Chapter 16
A Community of Tennessee Writers, Readers & Passersby

A Swerve in an Unexpected Direction

The night I stopped reading with my 8-year-old son

Henry, my 8-year-old son, abruptly stopped reading with me. It happened on a school night during our bedtime reading routine. “I want to read by myself,” he said, rising from the couch and bouncing around the living room. I scanned his face for a smirk, waiting for a laugh, expecting a Gotcha, Dad! But his expression revealed no intent of trickery. My mind spun. What do you mean you don’t want to read with me? We’ve been reading together since you were in diapers.

Drawing (c) Billy Kilgore

Prior to that night, we’d been reading Ramona Quimby, Age 8 and James and the Giant Peach and Tales of a Fourth Grade Nothing. Entering these imaginary worlds with him brought joy, but now the door had slammed shut.

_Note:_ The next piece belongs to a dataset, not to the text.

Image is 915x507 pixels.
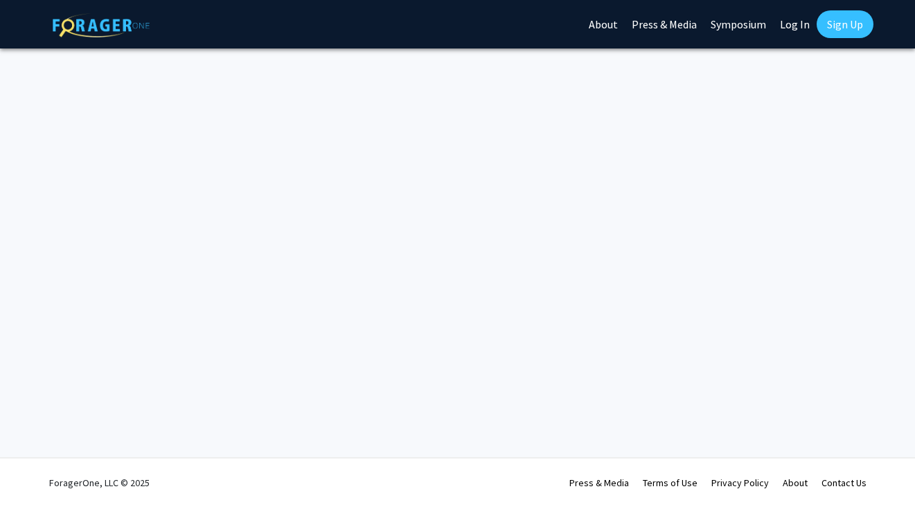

“Are you sure you don’t want to read?” I asked.

“Yes,” he said, retreating to his bedroom with a flashlight and Diary of a Wimpy Kid.

I told my wife, expecting her to share my disbelief. How could he abandon us for Diary of a Wimpy Kid? But she patted my shoulder and said nothing on her way to the kitchen.

Moping around the house, I acted as if I was the first parent to be cut off from reading with their kid. But parenthood delivers sudden reversals to all who dare to raise a child, particularly those who become overly attached to routines, traditions, or phases. You never know when they will end, sending you swerving in a new direction.

My heart sank into a pool of disappointment, but my gut informed me a positive change had occurred, a sign of my child claiming independence. This is what parents want, right?

Considering Henry’s slow and bumpy path to literacy, his decision to read alone should have brought an instant smile to my face. His ADHD and the disruptions of the pandemic caused him to struggle, and while he was quick to learn mathematics, he avoided reading, refusing to practice at home. I introduced him to literacy games, but they didn’t help because he figured out how to guess the right answers. And when younger kids read aloud with ease, I sensed his embarrassment, which made him want to avoid reading even more.

What is a parent’s role in teaching a child to read? Reading remains one of the most vital skills. Despite our culture becoming increasingly image-based due to the ever-widening reach of screens, reading text remains crucial to operating in daily life. Perhaps I’m stating the obvious, but we need an occasional reminder to invest in literacy skills, not only to prevent kids having a severe disadvantage in school but to build the foundational skills that undergird our communities.

While Henry read in the top bunk, I considered what to do with my newfound free time. Should I load the dishwasher or pay bills or exercise? Adulting would be a good use of time, but my coping mechanism for dealing with unpleasant realities is to wallow in nostalgia, attaching to the past rather than face the present moment. At the dining room table, inspired by a drawing project seen online, I drew a stack of my favorite picture books, ones Henry and I had read hundreds of times. If we could no longer read them together, I’d draw them. My wife passed through the dining room, glanced at my drawings, and patted me on the shoulder.

I drew for several nights until my self-absorbed sadness gave way to the reality: A child had claimed his own reading life, and my necessary response as his parent was not to tread on this sacred space. How would I have felt as a kid if my reading space had been invaded by adults while I immersed myself in Charlotte’s Web or Island of the Blue Dolphins? Those worlds felt like my own, and I want my kids to feel the same way. Children need to carve out not only physical spaces but literary ones, too, and they must walk by themselves through unopened doors to new imaginary worlds (even when their father is trying to go with them).

In the future, if our reading overlaps by choice and mutual interest, I’ll be grateful, but if our choices wildly diverge, I will be thankful he’s reading and not lost in a YouTube rabbit hole. The best we can do for our children is to teach them necessary skills, accompany them to the threshold, and resist the urge to follow. A harsh reality of raising kids is that just when you think your heart is safe, parenthood finds a way to sneak up on you from the backside and rip a chunk of your heart right out. Sadness comes more easily than joy when the moments of breaking apart arrive.

New routines have come, and now I follow Henry to his bed to say goodnight. He climbs to the top bunk while his little brother sleeps below. In his lit corner of the room, I place one of my hands on the piles of books pushed against the railing and my other hand on his shoulder. “Goodnight, buddy, have a great sleep,” I say, but his attention is already lost as he buries his face in Dog Man.

A Swerve in an Unexpected Direction

Copyright © 2024 by Billy Kilgore. All rights reserved. Billy Kilgore is a writer, at-home dad, and ordained pastor. He lives with his wife and two sons in Nashville. His writing has appeared in The Washington Post’s “On Parenting” column, Narratively, Scary Mommy, and Fatherly. He is a graduate of the University of Tennessee at Chattanooga.